EXERCISE
Each line from the one containing "Describe the element" through the last line of the records is to be repeated exactly, with all pictures left out.

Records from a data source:

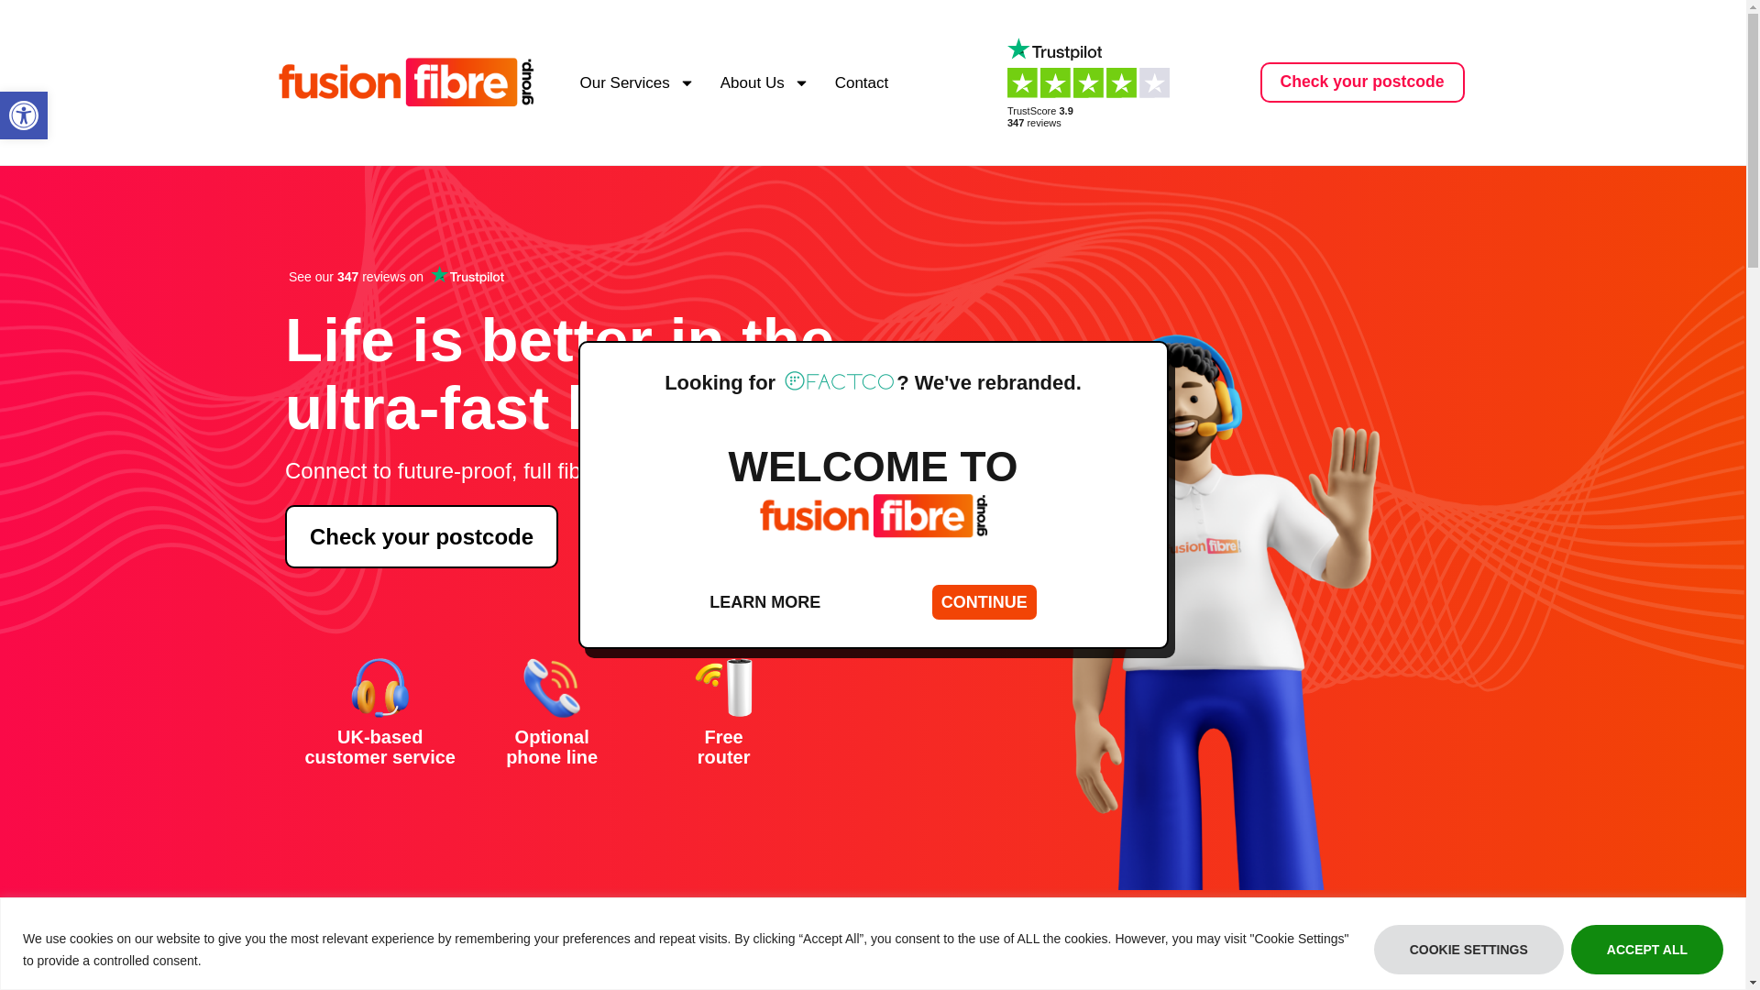  What do you see at coordinates (1647, 948) in the screenshot?
I see `Our Services` at bounding box center [1647, 948].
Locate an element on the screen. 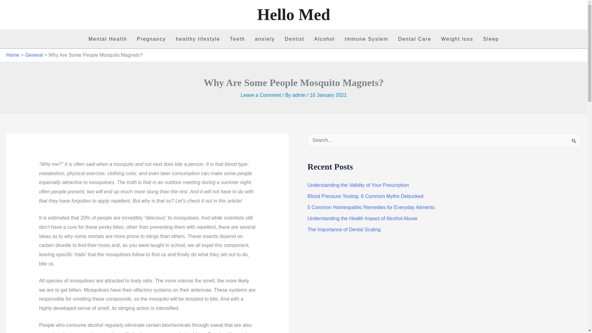  Weight loss is located at coordinates (457, 39).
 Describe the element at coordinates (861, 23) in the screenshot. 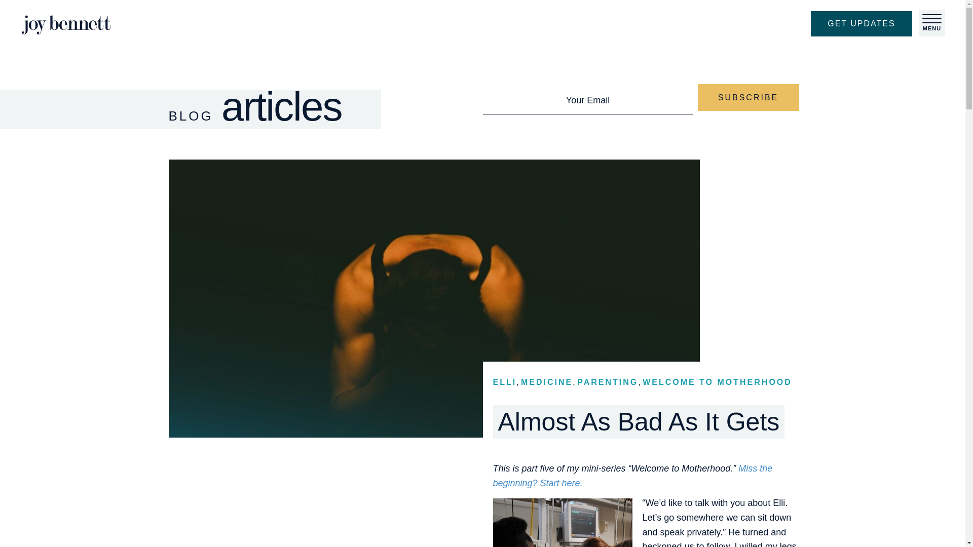

I see `GET UPDATES` at that location.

TASK ANSWER
 Describe the element at coordinates (861, 23) in the screenshot. 

I see `GET UPDATES` at that location.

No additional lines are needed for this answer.